M. Louis also makes a point which most Wagner biographers seem to have overlooked in their hurry to make Richard appear a very moral man, namely, that the little Von Bülow-Cosima-Wagner affair did not please Papa Liszt at all. Truce was patched up only in 1873, when Liszt's "Christus" performance at Weimar was witnessed by Wagner. Bayreuth of '76 cemented the friendship once more.

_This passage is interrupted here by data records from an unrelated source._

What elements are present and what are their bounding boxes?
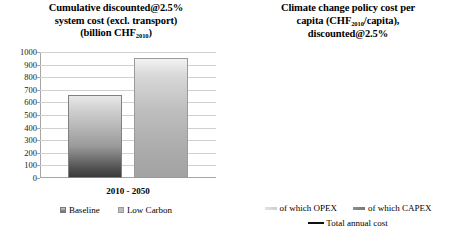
left-x-axis xyxy=(40,177,216,178)
legend-item-low-carbon[interactable]: Low Carbon xyxy=(118,205,172,215)
left-y-tick-label: 400 xyxy=(24,123,37,132)
legend-swatch-low-carbon-icon xyxy=(118,207,124,213)
legend-swatch-opex-icon xyxy=(265,207,277,210)
right-title-line-3: discounted@2.5% xyxy=(232,28,464,41)
left-y-tickmark xyxy=(37,140,40,141)
chart-panel-left: Cumulative discounted@2.5% system cost (… xyxy=(0,0,232,239)
left-y-tick-label: 200 xyxy=(24,149,37,158)
left-title-line-3: (billion CHF2010) xyxy=(0,27,232,41)
legend-item-opex[interactable]: of which OPEX xyxy=(265,203,338,213)
legend-swatch-capex-icon xyxy=(353,207,365,210)
left-y-tick-label: 1000 xyxy=(20,48,37,57)
left-y-tickmark xyxy=(37,178,40,179)
left-y-tick-label: 900 xyxy=(24,60,37,69)
chart-panel-right: Climate change policy cost per capita (C… xyxy=(232,0,464,239)
legend-item-baseline[interactable]: Baseline xyxy=(60,205,100,215)
left-y-tickmark xyxy=(37,165,40,166)
left-y-tick-label: 500 xyxy=(24,111,37,120)
left-y-tick-label: 600 xyxy=(24,98,37,107)
left-gridline xyxy=(40,52,216,53)
left-gridline xyxy=(40,102,216,103)
left-y-tickmark xyxy=(37,153,40,154)
right-title-line-1: Climate change policy cost per xyxy=(232,2,464,15)
left-y-tick-label: 300 xyxy=(24,136,37,145)
left-category-label: 2010 - 2050 xyxy=(40,186,216,196)
right-title-subscript: 2010 xyxy=(351,20,364,27)
left-gridline xyxy=(40,77,216,78)
left-y-tick-label: 100 xyxy=(24,161,37,170)
right-legend-row-1: of which OPEX of which CAPEX xyxy=(236,203,460,213)
left-y-tickmark xyxy=(37,77,40,78)
right-title-line-2: capita (CHF2010/capita), xyxy=(232,15,464,29)
left-legend: Baseline Low Carbon xyxy=(16,205,216,215)
left-y-tick-label: 700 xyxy=(24,86,37,95)
left-gridline xyxy=(40,128,216,129)
left-title-line-1: Cumulative discounted@2.5% xyxy=(0,2,232,15)
right-legend-row-2: Total annual cost xyxy=(236,218,460,228)
left-y-tickmark xyxy=(37,102,40,103)
left-title-line-3-text: (billion CHF xyxy=(80,27,136,38)
left-title-subscript: 2010 xyxy=(136,32,149,39)
left-gridline xyxy=(40,115,216,116)
bar-baseline xyxy=(68,95,122,178)
left-title-line-3-close: ) xyxy=(148,27,151,38)
legend-label-opex: of which OPEX xyxy=(280,203,338,213)
legend-swatch-total-line-icon xyxy=(308,222,324,225)
left-gridline xyxy=(40,153,216,154)
left-y-tickmark xyxy=(37,115,40,116)
left-y-tickmark xyxy=(37,52,40,53)
legend-item-total-annual-cost[interactable]: Total annual cost xyxy=(308,218,387,228)
left-gridline xyxy=(40,65,216,66)
left-plot-area: 01002003004005006007008009001000 xyxy=(40,52,216,178)
left-chart-title: Cumulative discounted@2.5% system cost (… xyxy=(0,2,232,41)
left-gridline xyxy=(40,140,216,141)
left-y-tickmark xyxy=(37,90,40,91)
legend-label-low-carbon: Low Carbon xyxy=(127,205,172,215)
right-chart-title: Climate change policy cost per capita (C… xyxy=(232,2,464,41)
right-title-line-2-close: /capita), xyxy=(364,15,400,26)
legend-label-total-annual-cost: Total annual cost xyxy=(326,218,387,228)
legend-label-baseline: Baseline xyxy=(69,205,100,215)
figure-container: Cumulative discounted@2.5% system cost (… xyxy=(0,0,464,239)
left-y-tickmark xyxy=(37,65,40,66)
left-y-tickmark xyxy=(37,128,40,129)
legend-label-capex: of which CAPEX xyxy=(368,203,432,213)
left-y-tick-label: 800 xyxy=(24,73,37,82)
legend-item-capex[interactable]: of which CAPEX xyxy=(353,203,432,213)
left-y-tick-label: 0 xyxy=(33,174,37,183)
right-title-line-2-text: capita (CHF xyxy=(297,15,352,26)
bar-low-carbon xyxy=(134,58,188,178)
left-gridline xyxy=(40,90,216,91)
left-title-line-2: system cost (excl. transport) xyxy=(0,15,232,28)
left-gridline xyxy=(40,165,216,166)
legend-swatch-baseline-icon xyxy=(60,207,66,213)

Read this paragraph from the pen of the cynical Gregorovius; it refers to the Roman performance of the Dante Symphony in the Galleria Dantesca when the Abbé reaped an aftermath of homage: "The Ladies of Paradise (?!) poured flowers on him from above; Frau L. almost murdered him with a big laurel wreath! But the Romans criticised the music severely as being formless. There is inspiration in it, but it does not reach(?!). Liszt left for Paris. The day before his departure I breakfasted with him at Tolstoy's; he played for a solid hour and allowed himself to be persuaded to do this by the young Princess Nadine Hellbig—Princess Shahawskoy—a woman of remarkably colossal figure, but also of remarkable intelligence."
V
AS COMPOSER
Richard Wagner wrote to Liszt July 20, 1856, concerning his symphonic poems:
"With your symphonic poems I am now quite familiar. They are the only music I have anything to do with at present, as I cannot think of doing any work of my own while undergoing medical treatment. Every day I read one or the other of your scores, just as I would read a poem, easily and without hindrance. Then I feel every time as if I had dived into a crystalline depth, there to be all alone by myself, having left all the world behind, to live for an hour my own proper life. Refreshed and invigorated, I then come to the surface again, full of longing for your personal presence. Yes, my friend, you have the power! You have the power!"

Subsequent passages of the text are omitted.